Nanoparticles effective in delivering genes targeting angiogenesis in cancer
Tumor growth requires lots of nutrients that are supplied through blood vessels. Angiogenesis, the process of growing new blood vessels, has been a target for destruction in cancer therapy with mixed results. The idea is simple: if one cannot fight a big army in the battlefield, perhaps something can be done on the army’s logistics of food and water.
Dr. David Cheresh of The Scripps Research Institute in La Jolla, California, a leading researcher in the field of angiogenesis, and his colleagues, in collaboration with a group from Stanford University led by Dr.
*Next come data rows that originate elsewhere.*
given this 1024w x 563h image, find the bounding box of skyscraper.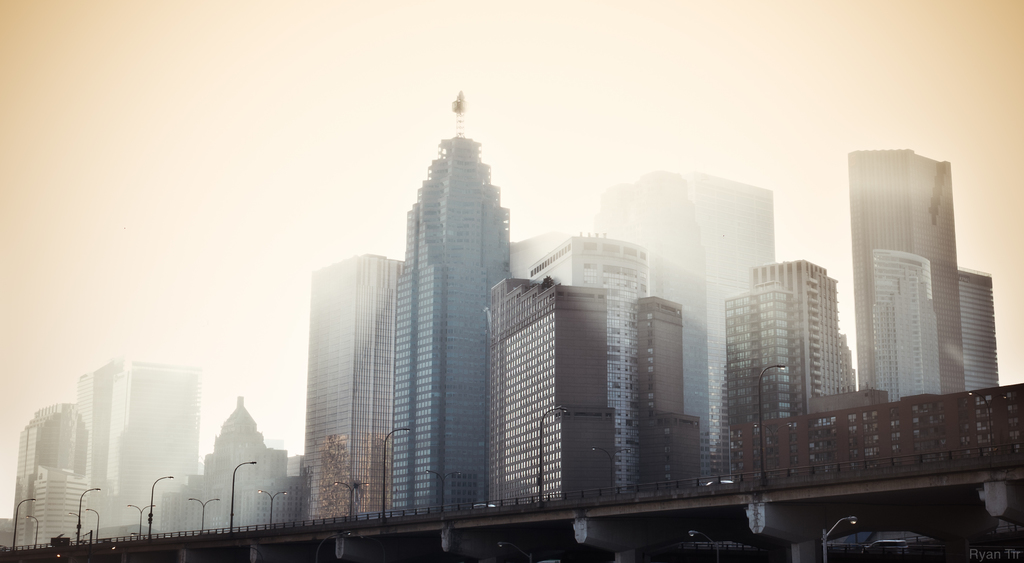
(x1=748, y1=252, x2=845, y2=414).
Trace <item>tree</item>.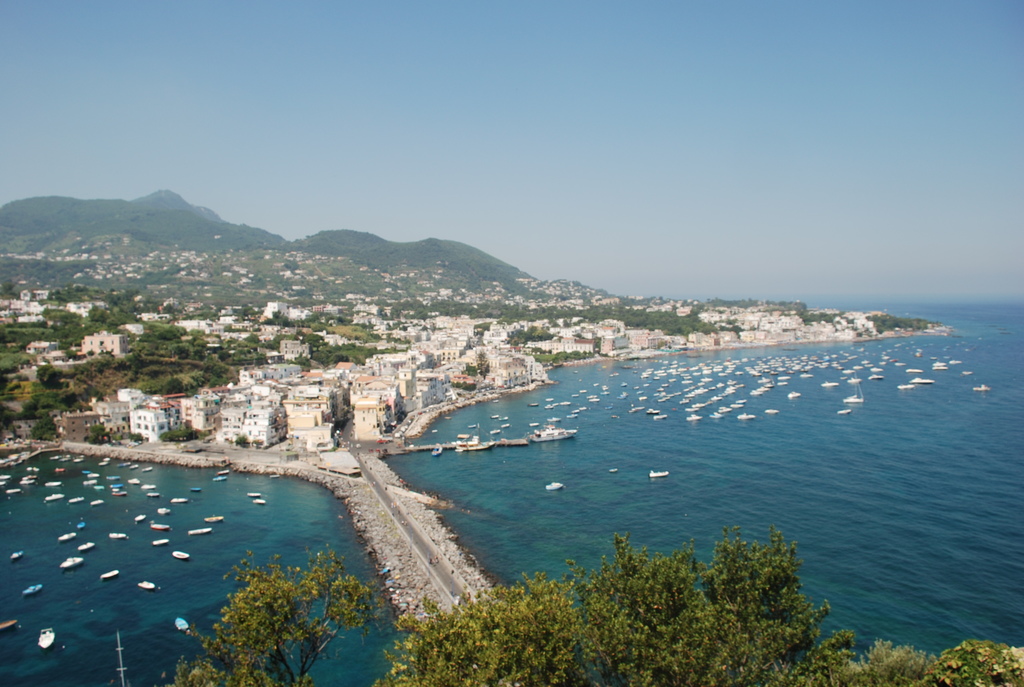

Mark Bednarski, have designed nanoparticles to deliver weapons of mass destruction to cancer cells in mice, achieving dramatic results (Hood J.D. et al., Science 296:2404-2407, 2002).
Previously, Dr. Cheresh studied various kinds of blood vessels and found that an integrin, αvβ3, is expressed on newly growing blood vessels and rarely expressed on established old ones. The integrin, which is expressed on the surface of blood vessel-forming endothelial cells, has amenities of therapeutic potential: particles or viruses that are bound to it can be internalized and delivered into cells.
While αvβ3 integrin flags new blood vessels, a gene called Raf-1 plays a pivotal role in the molecular signaling cascade that leads to the formation of new blood vessels. They designed lipid-based nanoparticles whose surface was studded with ligands that can bind to αvβ3 and whose interior was loaded with a mutant form of the Raf-1 gene. Once inside the cells, some of the mutant Raf-1 gene will displace the normal ones and arrest the molecular process of forming new blood vessels.
When injected into tumor-bearing mice through the tail vein, the nanoparticles wiped out tumors of 400 mm3 in size, or the equivalent of a 2-kg tumor mass in an 80-kg person. Under the microscope, tumors die en masse around each blood vessel forming endothelial cell, indicative of mass apoptosis.
Transferring mouse research to humans has not been encouraging in the past. Dr. Cheresh’s attempt holds hope until proven otherwise.